The New York Times (see here and here) is not the only major metropolitan newspaper that employs a business columnist who doesn’t appreciate the benefits of a robust market in mortgage financing.
Channeling the Times’ Gretchen Morgenson, the Chronicle’s Loren Steffy decries the irresponsibility of those involved in the overheated subprime mortgage market. In so doing, he passes along an anecdote on how he resisted the temptation to take out a subprime mortgage to finance a home in Houston before he had sold his home in Dallas. Steffy suggests that he has financial discipline that both the subprime lending industry and most of the subprime borrowers lack. Maybe so, but what is clearer is that he doesn’t appreciate the benefit to him and other consumers of risk-taking in the subprime mortgage financing market.
Sure, there were a substantial number of people who took out subprime mortgages who didn’t have the financial capacity to pay them. A large number of those folks will default on their mortgages and lose their homes, which is unfortunate. However, the bigger losers will be the holders of the equity tranches of mortgage-backed securities (“MBS’s”) and subprime originators who are now left holding the bag with mortgages that they can’t sell. Don’t feel too sorry for them, though. Given that those investors made a lot of hay during the boom years, they are now simply enduring the risk of relaxing underwriting standards too much in an attempt to sustain the hot market. These are sophisticated investors and financial institutions that are willing and able to take the risks of these investments and to bear the losses associated with such risks.
Going forward, the number of subprime mortgages originated will go down, as will the number of subprime MSB’s sold into the market. Yields on the subprime MBS’s will likely rise and the underwriting standards will get stricter, so the supply of subprime mortgages will constrict to meet the reduced demand. The MBS’s and other financial products that have been developed to hedge risk in the subprime market are valuable tools to facilitate such a correction.

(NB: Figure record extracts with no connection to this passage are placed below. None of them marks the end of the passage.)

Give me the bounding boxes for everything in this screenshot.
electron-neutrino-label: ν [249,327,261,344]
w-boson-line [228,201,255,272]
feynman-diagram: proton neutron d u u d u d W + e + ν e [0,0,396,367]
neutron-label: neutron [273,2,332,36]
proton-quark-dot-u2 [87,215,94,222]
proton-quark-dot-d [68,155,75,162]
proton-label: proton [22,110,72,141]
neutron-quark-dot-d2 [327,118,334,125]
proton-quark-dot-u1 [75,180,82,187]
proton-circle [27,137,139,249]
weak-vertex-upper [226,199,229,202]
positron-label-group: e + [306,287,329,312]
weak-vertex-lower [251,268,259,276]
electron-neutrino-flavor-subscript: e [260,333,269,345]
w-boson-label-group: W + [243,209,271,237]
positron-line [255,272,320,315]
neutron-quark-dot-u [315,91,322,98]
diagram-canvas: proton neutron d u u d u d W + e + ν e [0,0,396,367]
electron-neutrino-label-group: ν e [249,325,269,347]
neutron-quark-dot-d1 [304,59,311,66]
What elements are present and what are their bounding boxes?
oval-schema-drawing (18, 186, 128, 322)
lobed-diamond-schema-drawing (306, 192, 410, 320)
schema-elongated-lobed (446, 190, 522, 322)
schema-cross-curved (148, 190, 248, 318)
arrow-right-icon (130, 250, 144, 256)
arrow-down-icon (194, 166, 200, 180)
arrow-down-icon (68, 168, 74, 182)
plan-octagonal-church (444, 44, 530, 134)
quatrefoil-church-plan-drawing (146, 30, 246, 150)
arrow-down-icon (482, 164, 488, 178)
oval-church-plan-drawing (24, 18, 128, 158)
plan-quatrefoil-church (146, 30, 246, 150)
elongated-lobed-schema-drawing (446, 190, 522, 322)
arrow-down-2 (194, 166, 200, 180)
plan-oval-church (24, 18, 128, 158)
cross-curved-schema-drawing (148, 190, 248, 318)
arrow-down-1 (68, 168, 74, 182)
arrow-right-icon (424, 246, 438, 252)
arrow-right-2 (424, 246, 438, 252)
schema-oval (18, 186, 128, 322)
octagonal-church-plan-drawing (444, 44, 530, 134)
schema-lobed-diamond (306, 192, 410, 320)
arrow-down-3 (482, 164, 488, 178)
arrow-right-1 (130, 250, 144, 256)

Which brings us back to Steffy. Perhaps he is more financially disciplined than those involved in the subprime mortgage market. Or perhaps he is has the same aversion to risk as Suze Orman. Whatever the reason, he decided not to take the risk of carrying two mortgages, which is fine. But another homeowner in the same position as he was might decide that taking on the subprime mortgage was worth the risk, which is fine, too.

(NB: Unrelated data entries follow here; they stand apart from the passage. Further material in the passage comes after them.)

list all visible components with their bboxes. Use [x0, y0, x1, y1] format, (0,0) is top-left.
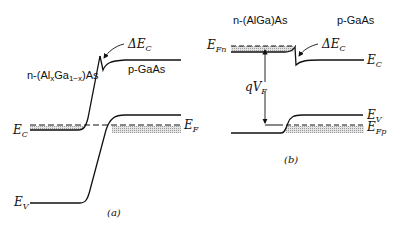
n-region-label: n-(AlxGa1−x)As [27, 69, 99, 83]
delta-ec-arrow [104, 44, 124, 58]
band-diagram: ΔEC n-(AlxGa1−x)As p-GaAs EC EF EV (a) n… [0, 0, 395, 229]
delta-ec-label: ΔEC [127, 37, 152, 53]
p-side-quasi-fermi-shading [286, 126, 364, 133]
efn-label: EFn [206, 38, 226, 54]
ef-label: EF [183, 118, 199, 134]
ec-label: EC [12, 123, 28, 139]
n-side-quasi-fermi-shading [231, 46, 294, 52]
ev-label: EV [13, 195, 30, 211]
p-region-label: p-GaAs [128, 63, 166, 75]
panel-a: ΔEC n-(AlxGa1−x)As p-GaAs EC EF EV (a) [12, 37, 199, 218]
panel-b-caption: (b) [284, 154, 298, 165]
conduction-band-n-side [30, 56, 100, 130]
panel-b: n-(AlGa)As p-GaAs EFn ΔEC EC qVF EV EFp … [206, 14, 386, 165]
panel-a-caption: (a) [107, 207, 121, 218]
ec-label-b: EC [366, 53, 382, 69]
p-region-label-b: p-GaAs [337, 14, 375, 26]
n-region-label-b: n-(AlGa)As [233, 14, 288, 26]
p-side-degenerate-shading [112, 126, 181, 133]
qvf-label: qVF [245, 80, 267, 96]
delta-ec-label-b: ΔEC [321, 37, 346, 53]
delta-ec-arrow-b [299, 44, 318, 56]
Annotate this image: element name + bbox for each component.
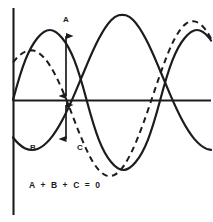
sum-equation-text: A + B + C = 0 <box>29 180 102 190</box>
wave-a-label: A <box>63 15 69 24</box>
wave-b-curve <box>13 15 211 150</box>
waveform-figure: once motor wire. A B C A + B + C = 0 <box>0 0 213 222</box>
wave-c-label: C <box>77 143 83 152</box>
wave-b-label: B <box>30 143 36 152</box>
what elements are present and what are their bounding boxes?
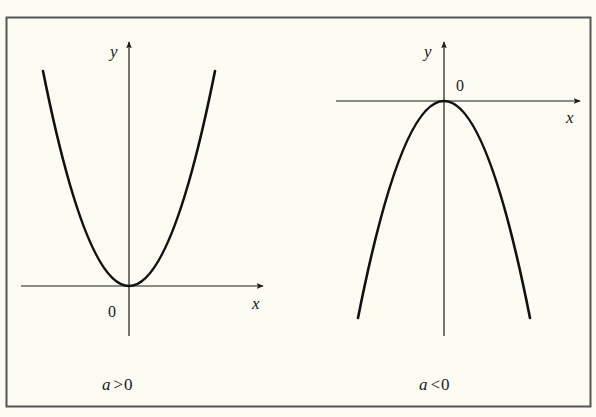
caption-op: <	[431, 375, 441, 394]
figure: y x 0 a>0 y x 0 a<0	[0, 0, 596, 417]
caption-op: >	[114, 375, 124, 394]
panel-left: y x 0 a>0	[21, 42, 263, 394]
y-axis-label: y	[108, 42, 118, 61]
caption-val: 0	[441, 375, 450, 394]
origin-label: 0	[456, 77, 464, 94]
origin-label: 0	[108, 303, 116, 320]
caption-a-negative: a<0	[419, 375, 450, 394]
figure-frame	[7, 18, 591, 407]
panel-right: y x 0 a<0	[336, 42, 580, 394]
x-axis-label: x	[565, 108, 574, 127]
caption-a-positive: a>0	[102, 375, 133, 394]
caption-var: a	[102, 375, 111, 394]
x-axis-label: x	[251, 294, 260, 313]
caption-var: a	[419, 375, 428, 394]
y-axis-label: y	[422, 42, 432, 61]
caption-val: 0	[124, 375, 133, 394]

The point is that the financing market for subprime mortgages gave Steffy a choice to engage in what could have been wealth-creating risk-taking. Nothing is wrong with electing not to take that risk. But it is wrong not to acknowledge that it is a good thing to have the opportunity to make that choice, which is what the subprime mortgage financing market provided.
Your defense of the ability of someone to borrow beyond their capabilities through subprime lending is interesting in light of your earlier post on the Hamptons of Houston. In both cases, economic externalities of decisions are somewhat ignored, allowing participants to make poor investment decisions they may not otherwise make. It is clear that relaxation of lending standards has contributed to a bubble in housing prices, and that there is a high risk that much beachfront property (covered by private and public insurance) in Galveston at some point will be destroyed by a tropical storm.
How many subprime borrowers would make the same decision if they knew they were borrowing against an overpriced property? How much development in vulnerable areas of Galveston would occur if investors were forced to pay for the full risk of loss?
So while I agree with you that I won’t feel bad for the “sophisticated investors” left holding the bag on subprime mortgages, the fact remains that others not involved in the decisions will suffer the consequences through higher housing and insurance prices. Market-oriented solutions, after all, are supposed to improve an economy’s allocation of resources, not incent counter-intuitive decision-making.